Carolyne’s next stop was the basement, and that one particular storage room in question.

Slowly, she surveyed what was there, including the empty champagne bottle; two champagne glasses, one broken: so much for a hundred bucks worth of bubbly and another hundred worth of Baccarat crystal; the wrinkled blanket, and the evidence that Galin and Melanie were into safe sex: give them credit for that.

Her once-over completed, she began again, this time slower, more analytical. She was a scientist, used to isolating the forest from the trees, or vice versa, and there was something here to be isolated. Some vague memory told her she’d spotted it before. Her chief disadvantage was in not knowing for what she looked; her chief advantage was her inherent knowledge that she’d know “it” when she saw it.

Macaw. Capybara. Monkey. Sloth. Tapir. Peccary, puma, possum. Jaguar, jararaca. Rattlesnake, sloth, turtle. In duplicate. In triplicate. In quadruplicate. Evidence of species that had known better times and better accommodations.

She didn’t know “it” when she saw it, after all. She knew it when she didn’t see it.

Galin greeted her at the top of the basement stairs. “If our phone-con got you so hot and bothered that you rushed back, you should hear the dirty talk of which I’m really capable.”
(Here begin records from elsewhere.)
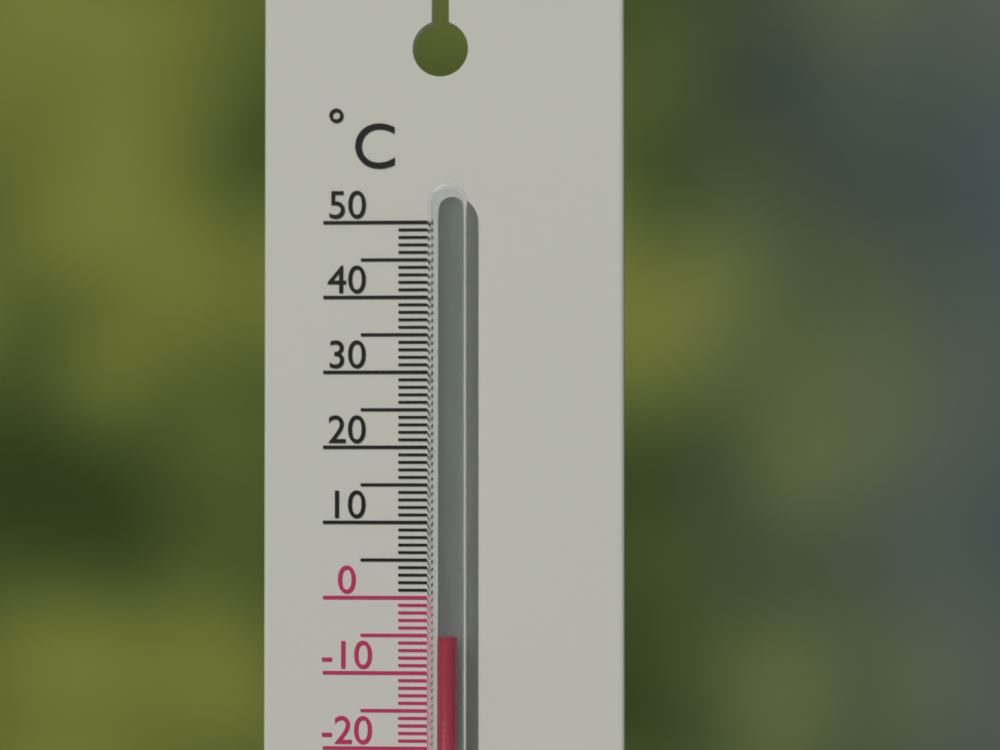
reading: -5 °C
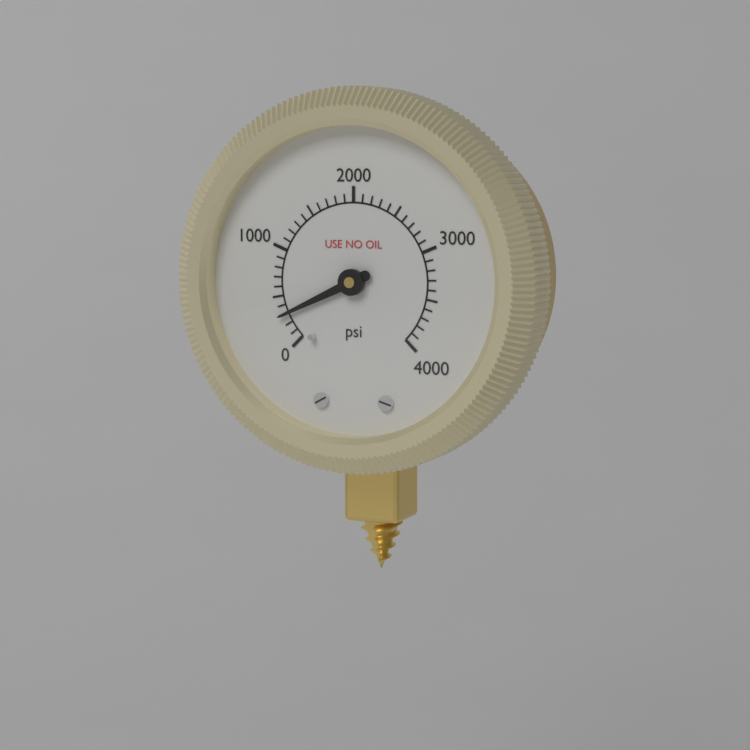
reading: 300 psi
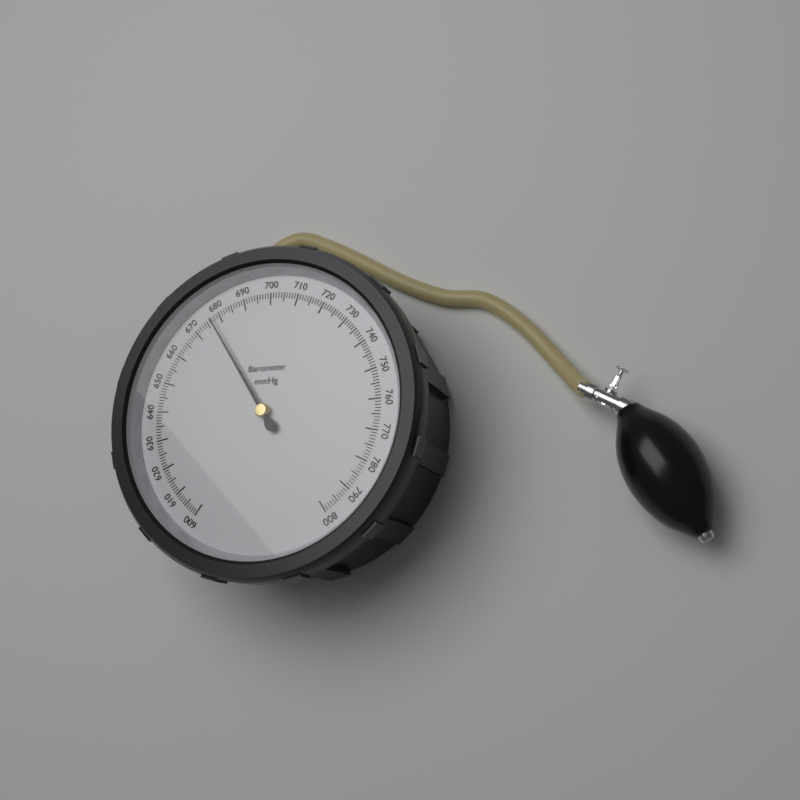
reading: 677 mmHg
“Later, Galin.” That promise should put the fear of God into him. “For the moment, could you spread the word that I’d like to see Kyle and Rodrigo Barco in the library? You’ll find them at the infirmary. Also, I’d like to see Roy at the same time, if you can find him somewhere.”

“Damn, Carolyne, another of your now-famous private sessions?”

“Jean-Michael Teruel wouldn’t be around, would he?”

“The government man? Come on, Carolyne: not even you can expect to bat a hundred.”

No major loss. Jean-Michael, she suspected, would have the specifics within minutes of her saying them.

“For being so good about it, Galin, I’ll let you sit in on this one, if you’ve a mind to do so.” There were advantages to having a witness.

“Well, that’s more like it. Don’t you dare start without me.”

She didn’t. He was there when she faced the other three men in the room.

Be still, beating heart! “Gentlemen, it’s about time you and I had a little discussion about coded messages, greedy sonsofbitches, the intended rape of an ecological system, rampaging natives, a downed bridge, and niobium.” That got their undivided attention. “When we’re through with that, and I’ve registered my complete disgust and disappointment, I’ll tell you about a man-eating jaguar, emeralds, and how we might just entrap Gordon Wentlock’s killer.”